For each dollar a nursing home spends providing daily care to a Medicaid recipient, the average nursing home receives just 82 cents in reimbursement. This was the top-level finding of a study published this week, led by multiple researchers, including research faculty, staff, and graduate students with the Gerontology Institute at the University of Massachusetts (UMass) Boston. The report was commissioned by the Assistant Secretary for Planning and Evaluation at the U.S. Department of Health and Human Services.
“If we really care about our most vulnerable citizens and we require nursing homes to provide high-quality care to them, then it’s incumbent on us to assure that they have the sufficient resources to provide that high-quality care,” says Marc A Cohen, Ph.D., one of the authors of the study and the co-director of the LeadingAge LTSS Center at UMass Boston, which initiated this study. “It is important that if we want to have nursing homes provide high-quality care to our most vulnerable citizens, we should make sure they have the resources to do so,” adds Edward Alan Miller, Ph.D., another author of the study and professor and chair of the Department of Gerontology at UMass Boston.
The report, “Assessing Medicaid Payment Rates and Costs of Caring for the Medicaid Population Residing in Nursing Homes,” involved three years of research. Researchers collected detailed information on 9,543 nursing homes across 44 states, examining the direct relationship between payments, costs, staffing, and a high-level quality outcome measure on a facility-by-facility basis.
When Medicaid spending accounts for the second-highest expenditure for state budgets, allocating the proper amount is crucial. Allocating too much would mean an unnecessary burden on taxpayers, while allocating too little could compromise access to quality care. Yet there’s been a lack of data that quantifies how closely Medicaid reimbursements align with actual costs. It’s a crucial time to examine the adequacy of these reimbursements.
“Greater numbers of people are retiring. They are living longer. They are living long enough to experience long-term care need. The demand for care will increase significantly,” Dr. Cohen says. “What this shows is that nursing homes are struggling financially, and it would appear to me that if you want to influence better outcomes in nursing homes, then you want to ensure proper funding.”
The study found that for each dollar a nursing home spends providing care to a Medicaid recipient, the average nursing home receives just 82 cents in reimbursement. That is, the ratio of reimbursements to costs was .82. A payment-to-cost ratio of 1 indicates that the amount of reimbursement received just equals the amount it takes to care for an individual. In nursing homes that had higher Medicaid payment-to-cost ratios—mostly for-profit facilities—the study found lower nursing staff levels, indicating that because the reimbursement rate is fixed, these homes were able to improve the payment-to-cost ratio by having lower staff costs. This is in contrast to nursing homes that had lower Medicaid payment-to-cost ratios—mostly not-for-profit facilities—where the study found higher nursing staff levels, indicating that these homes support higher staffing levels by drawing on other more lucrative payment sources.
“This study provides a baseline for conversations around the adequacy of payment for the costs that are incurred for caring for Medicaid residents,” says Dr. Miller. “The question is: How can we encourage efficiency while promoting sufficient access and quality in nursing homes?”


### [Problem to solve]
With the string "better" as the filter, copy each matching line from the records.

Figure record listings:
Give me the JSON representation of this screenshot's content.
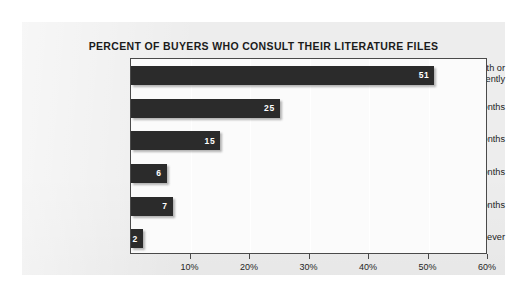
{
  "chart_data": {
    "type": "bar",
    "orientation": "horizontal",
    "title": "PERCENT OF BUYERS WHO CONSULT THEIR LITERATURE FILES",
    "xlabel": "",
    "ylabel": "",
    "categories": [
      "Once a Month or More Frequently",
      "Every 3 Months",
      "Every 6 Months",
      "Every 12 Months",
      "Every 18 Months",
      "Never"
    ],
    "category_lines": [
      [
        "Once a Month or",
        "More Frequently"
      ],
      [
        "Every 3 Months"
      ],
      [
        "Every 6 Months"
      ],
      [
        "Every 12 Months"
      ],
      [
        "Every 18 Months"
      ],
      [
        "Never"
      ]
    ],
    "values": [
      51,
      25,
      15,
      6,
      7,
      2
    ],
    "value_labels": [
      "51",
      "25",
      "15",
      "6",
      "7",
      "2"
    ],
    "xlim": [
      0,
      60
    ],
    "xtick_values": [
      0,
      10,
      20,
      30,
      40,
      50,
      60
    ],
    "xtick_labels": [
      "",
      "10%",
      "20%",
      "30%",
      "40%",
      "50%",
      "60%"
    ],
    "grid": true,
    "grid_axis": "x",
    "legend": false,
    "bar_color": "#2b2b2b",
    "value_label_color": "#ffffff",
    "plot_background": "#fbfbfb",
    "panel_background": "#ededed",
    "axis_color": "#4a4a4a"
  }
}
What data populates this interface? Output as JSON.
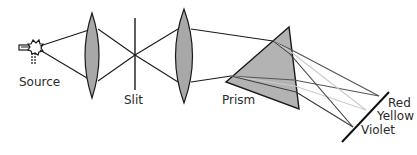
{
  "diagram": {
    "labels": {
      "source": "Source",
      "slit": "Slit",
      "prism": "Prism",
      "red": "Red",
      "yellow": "Yellow",
      "violet": "Violet"
    },
    "colors": {
      "lens_fill": "#a8a8a8",
      "prism_fill": "#b3b3b3",
      "outline": "#1a1a1a",
      "ray_red": "#555555",
      "ray_yellow": "#cccccc",
      "ray_violet": "#3a3a3a"
    },
    "components": [
      "light-source",
      "collimating-lens",
      "slit",
      "focusing-lens",
      "prism",
      "screen"
    ]
  }
}
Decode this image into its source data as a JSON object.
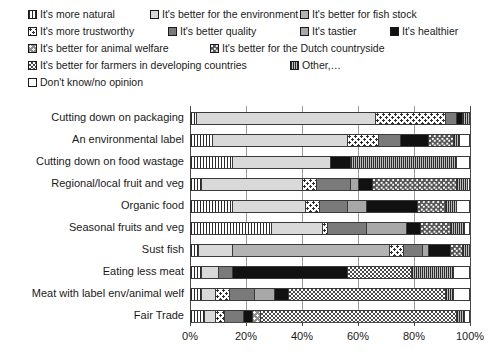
{
  "legend": {
    "rows": [
      [
        {
          "key": "natural",
          "label": "It's more natural",
          "pattern": "p-vstripe"
        },
        {
          "key": "environment",
          "label": "It's better for the environment",
          "pattern": "p-lightgray"
        },
        {
          "key": "fish_stock",
          "label": "It's better for fish stock",
          "pattern": "p-medgray"
        }
      ],
      [
        {
          "key": "trustworthy",
          "label": "It's more trustworthy",
          "pattern": "p-dots"
        },
        {
          "key": "quality",
          "label": "It's better quality",
          "pattern": "p-darkgray"
        },
        {
          "key": "tastier",
          "label": "It's tastier",
          "pattern": "p-tastier"
        },
        {
          "key": "healthier",
          "label": "It's healthier",
          "pattern": "p-black"
        }
      ],
      [
        {
          "key": "animal_welfare",
          "label": "It's better for animal welfare",
          "pattern": "p-welfare"
        },
        {
          "key": "dutch_countryside",
          "label": "It's better for the Dutch countryside",
          "pattern": "p-dutch"
        }
      ],
      [
        {
          "key": "farmers",
          "label": "It's better for farmers in developing countries",
          "pattern": "p-farmers"
        },
        {
          "key": "other",
          "label": "Other,…",
          "pattern": "p-other"
        }
      ],
      [
        {
          "key": "dont_know",
          "label": "Don't know/no opinion",
          "pattern": "p-none"
        }
      ]
    ]
  },
  "chart_data": {
    "type": "bar",
    "orientation": "horizontal",
    "stacked": true,
    "normalized_percent": true,
    "title": "",
    "xlabel": "",
    "ylabel": "",
    "xlim": [
      0,
      100
    ],
    "xticks": [
      0,
      20,
      40,
      60,
      80,
      100
    ],
    "xticklabels": [
      "0%",
      "20%",
      "40%",
      "60%",
      "80%",
      "100%"
    ],
    "grid": true,
    "legend_position": "top",
    "categories": [
      "Cutting down on packaging",
      "An environmental label",
      "Cutting down on food wastage",
      "Regional/local fruit and veg",
      "Organic food",
      "Seasonal fruits and veg",
      "Sust fish",
      "Eating less meat",
      "Meat with label env/animal welf",
      "Fair Trade"
    ],
    "series": [
      {
        "name": "It's more natural",
        "key": "natural",
        "pattern": "p-vstripe",
        "values": [
          2,
          8,
          15,
          4,
          15,
          29,
          3,
          4,
          4,
          5
        ]
      },
      {
        "name": "It's better for the environment",
        "key": "environment",
        "pattern": "p-lightgray",
        "values": [
          64,
          48,
          35,
          36,
          26,
          18,
          12,
          6,
          5,
          4
        ]
      },
      {
        "name": "It's better for fish stock",
        "key": "fish_stock",
        "pattern": "p-medgray",
        "values": [
          0,
          0,
          0,
          0,
          0,
          0,
          56,
          0,
          0,
          0
        ]
      },
      {
        "name": "It's more trustworthy",
        "key": "trustworthy",
        "pattern": "p-dots",
        "values": [
          25,
          11,
          0,
          5,
          5,
          2,
          5,
          0,
          5,
          3
        ]
      },
      {
        "name": "It's better quality",
        "key": "quality",
        "pattern": "p-darkgray",
        "values": [
          4,
          8,
          0,
          12,
          10,
          14,
          7,
          5,
          9,
          7
        ]
      },
      {
        "name": "It's tastier",
        "key": "tastier",
        "pattern": "p-tastier",
        "values": [
          0,
          0,
          0,
          3,
          7,
          14,
          2,
          0,
          7,
          0
        ]
      },
      {
        "name": "It's healthier",
        "key": "healthier",
        "pattern": "p-black",
        "values": [
          2,
          10,
          7,
          5,
          18,
          5,
          8,
          41,
          5,
          3
        ]
      },
      {
        "name": "It's better for animal welfare",
        "key": "animal_welfare",
        "pattern": "p-welfare",
        "values": [
          0,
          0,
          0,
          0,
          0,
          0,
          0,
          0,
          0,
          3
        ]
      },
      {
        "name": "It's better for the Dutch countryside",
        "key": "dutch_countryside",
        "pattern": "p-dutch",
        "values": [
          0,
          9,
          0,
          30,
          10,
          11,
          4,
          0,
          0,
          0
        ]
      },
      {
        "name": "It's better for farmers in developing countries",
        "key": "farmers",
        "pattern": "p-farmers",
        "values": [
          0,
          0,
          0,
          0,
          0,
          0,
          0,
          23,
          56,
          70
        ]
      },
      {
        "name": "Other,…",
        "key": "other",
        "pattern": "p-other",
        "values": [
          3,
          2,
          38,
          4,
          4,
          5,
          3,
          15,
          3,
          3
        ]
      },
      {
        "name": "Don't know/no opinion",
        "key": "dont_know",
        "pattern": "p-none",
        "values": [
          0,
          4,
          5,
          1,
          5,
          2,
          0,
          6,
          6,
          2
        ]
      }
    ]
  }
}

### [Exercise response]
          "label": "It's better for the environment",
          "label": "It's better for fish stock",
          "label": "It's better quality",
          "label": "It's better for animal welfare",
          "label": "It's better for the Dutch countryside",
          "label": "It's better for farmers in developing countries",
        "name": "It's better for the environment",
        "name": "It's better for fish stock",
        "name": "It's better quality",
        "name": "It's better for animal welfare",
        "name": "It's better for the Dutch countryside",
        "name": "It's better for farmers in developing countries",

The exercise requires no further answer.